I’d been on some spectacularly weird dates in my lifetime—most of them in the past couple of months—but none of them had been quite this weird in quite this way. The mixed messages were enough to make my head explode. He’d invited me out for lunch by making plans ahead of time, he’d made a reservation, and he’d brought me to a fairly nice place that certainly wasn’t cheap. That all made it a real date instead of a casual “hey, let’s go grab some lunch” thing.

But he didn’t act like he was on a date. He was nowhere near as affectionate or enthusiastic as he’d been any other time he’d been around me. I realized he hadn’t kissed me at all, not even after we left the office building. And he hadn’t responded to my feeble attempts to flirt. I might as well have been one of his clients. It was like at any moment he was going to pull out some documents for me to read and sign. Maybe that was it. He was in lawyer mode and having a hard time breaking out of it.

I might be able to do something about that. I slid my foot up the inside of his leg, from ankle to knee. His eyes widened and he jumped. Then he looked relieved. “Whew. That was you. There’s not a lot of legroom under these tables, is there?”

What red-blooded American male would react that way to a woman playing footsie under the table? With all the cat-and-mouse games I was dealing with at work, I didn’t have the mental or emotional energy to play games in my social life. “Is something wrong?” I asked.

With the impeccable timing that had to be bred into waiters (the same timing that enabled them to always show up and ask how everything was the moment you put a bite of food in your mouth), the waiter arrived then with our lunches. “See, I told you they were quick,” Ethan said, entirely ignoring my question as he began eating.

There was definitely something wrong, then, and he wanted to avoid dealing with it until after he’d eaten. If he’d been so eager to see me after not having a real date over the weekend that he couldn’t wait until the next weekend, the conversation would have gone totally differently. He’d shown no signs of bashfulness or hesitation when it came to asking me out, so I couldn’t imagine that his behavior came from nervousness about inviting me to go to his place for an evening (and maybe morning) in that weekend. His jumpiness was more appropriate for someone gearing up to propose, and we were nowhere near that point in our relationship.

I remembered something Gemma had once said about how men always seem to break up with you in restaurants. I’d argued that maybe it was a classy maneuver, better than doing it over the phone. Marcia thought it was because they wanted to avoid a big scene with crying and hurling of breakables. In a public place, a woman would feel compelled to react quietly and swallow her tears. She might fall apart later, but he wouldn’t have to watch it.

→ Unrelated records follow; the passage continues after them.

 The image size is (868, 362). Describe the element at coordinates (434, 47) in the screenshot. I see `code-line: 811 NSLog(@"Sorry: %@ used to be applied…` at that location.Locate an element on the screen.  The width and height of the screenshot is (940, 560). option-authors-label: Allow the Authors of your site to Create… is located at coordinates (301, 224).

“This is good,” I commented after taking a bite of chicken. I was glad it had come with mashed potatoes. I suspected I’d need the starchy comfort food.

“Yeah, that’s why I like this place. Good, simple food that nearly everyone seems to enjoy.”

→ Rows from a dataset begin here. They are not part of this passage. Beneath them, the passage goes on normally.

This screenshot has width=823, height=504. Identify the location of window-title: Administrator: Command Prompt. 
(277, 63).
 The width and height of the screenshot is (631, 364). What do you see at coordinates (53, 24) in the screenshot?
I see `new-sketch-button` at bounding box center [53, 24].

Wow, was this conversation scintillating, or what? I tried to decide what the breakup risk was on a midweek lunch date. I’d hate to think he’d be cruel enough to do anything at lunch that would make it difficult for me to go back to work. The midweek part, though, seemed like he wanted to clear the way in time for him to have moved on before the weekend.

My appetite totally gone, I shoved my plate away and asked again, “Is there something wrong?”

He looked across the table at me, but didn’t quite meet my eyes. “Wrong?” he asked.

Yeah, there was definitely something going on, and I didn’t need magical immunity to see through his illusion. “You’re acting weird,” I said.

“Weird how?”

“Well, you’re not talking to me. You’re not even looking at me. And you’ve sidestepped every effort I’ve made to flirt with you. You have to admit that’s a very weird way to act when you invite someone to lunch. I could see it if I roped you into it or invited myself along, but you called me. Is there something wrong at work that’s distracting you? Because if there is, you should know I wouldn’t have minded if you’d canceled or postponed our lunch.” I made one last attempt at flirting. “That is, as long as you made it up to me later.”

That attempt, like all the others, sailed right over his head. “No, nothing wrong at work,” he said, sounding vague and distant.

“Then do you have a problem at MSI that you want my help with?” I felt like I was grasping at straws, eliminating all the best-case scenarios until only the one reason I hoped to avoid was left.